Cover to Cover

Fashion-forward faith

Muslim women’s clothing reveals—and shapes—culture, politics, and piety.

I attended graduate school with Elizabeth Bucar, and I didn’t know her well but I’ve always remembered two things about her: she was a sharp thinker, and she dressed with flair. I’m no fashionista, so the fact that I can recall anything about a fellow student’s clothing 20 years later leads me to believe that the level of Bucar’s flair must have been extensive. (Then again, any such claim should be relativized by the fact that we studied at an institution that prides itself on being a place where students live “from the neck up.”)

Non-Muslims generally describe Muslim women’s clothing from the neck up as well. We tend to focus on the hijab and what it indicates about assimilation, Islam, and the relationships between men and women. The brilliance of Bucar’s book is that she goes beyond the hijab, showing how seamlessly (pun unintended) an entire outfit can carry multiple resonances, simultaneously revealing truths about piety, the body, gender, and politics. She shows how women’s sartorial choices within Islamic norms—and their interpretations of those choices—reflect and shape the values of a faith tradition, create spaces for agency and judgment, indicate or obscure economic status, secure or foreclose access to political power, and allow for individual expression.

Bucar analyzes the clothing worn by young Muslim women in Tehran, Iran; Yogyakarta, Indonesia; and Istanbul, Turkey. She blends history, anthropology, personal experience, interviews, and stunning photographs from fashion blogs to present a vivid cross-cultural picture of the complex relationship between clothing, faith, and beauty.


Go through the material and return every line that contains the string "china".

(Beginning of SOURCE MATERIAL)

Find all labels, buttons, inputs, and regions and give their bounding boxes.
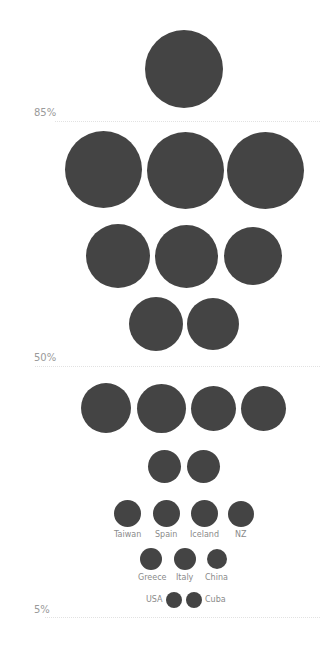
label-iceland: Iceland — [190, 530, 219, 539]
data-bubble — [187, 298, 239, 350]
bubble-chart: 85% 50% 5% Taiwan Spain Iceland NZ Greec… — [0, 0, 327, 646]
data-bubble — [148, 450, 181, 483]
y-tick-50: 50% — [34, 352, 56, 363]
gridline-85 — [55, 121, 320, 122]
y-tick-5: 5% — [34, 604, 50, 615]
data-bubble — [129, 297, 183, 351]
bubble-italy — [174, 548, 196, 570]
bubble-nz — [228, 501, 254, 527]
data-bubble — [241, 386, 286, 431]
gridline-50 — [35, 366, 320, 367]
bubble-spain — [153, 500, 180, 527]
data-bubble — [81, 383, 131, 433]
data-bubble — [145, 30, 223, 108]
label-spain: Spain — [155, 530, 177, 539]
label-cuba: Cuba — [205, 595, 226, 604]
data-bubble — [147, 132, 224, 209]
data-bubble — [191, 386, 236, 431]
bubble-greece — [140, 548, 162, 570]
data-bubble — [137, 384, 186, 433]
gridline-5 — [45, 617, 320, 618]
bubble-china — [207, 549, 227, 569]
bubble-iceland — [191, 500, 218, 527]
label-taiwan: Taiwan — [114, 530, 141, 539]
data-bubble — [224, 227, 282, 285]
data-bubble — [187, 450, 220, 483]
label-usa: USA — [146, 595, 163, 604]
bubble-usa — [166, 592, 182, 608]
data-bubble — [86, 224, 150, 288]
label-nz: NZ — [235, 530, 246, 539]
bubble-taiwan — [114, 500, 141, 527]
label-italy: Italy — [176, 573, 193, 582]
data-bubble — [227, 132, 304, 209]
data-bubble — [155, 225, 218, 288]
label-china: China — [205, 573, 228, 582]
bubble-cuba — [186, 592, 202, 608]
y-tick-85: 85% — [34, 107, 56, 118]
data-bubble — [65, 131, 142, 208]
label-greece: Greece — [138, 573, 166, 582]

(End of SOURCE MATERIAL)

## RESPONSE BOX
bubble-china — [207, 549, 227, 569]
label-china: China — [205, 573, 228, 582]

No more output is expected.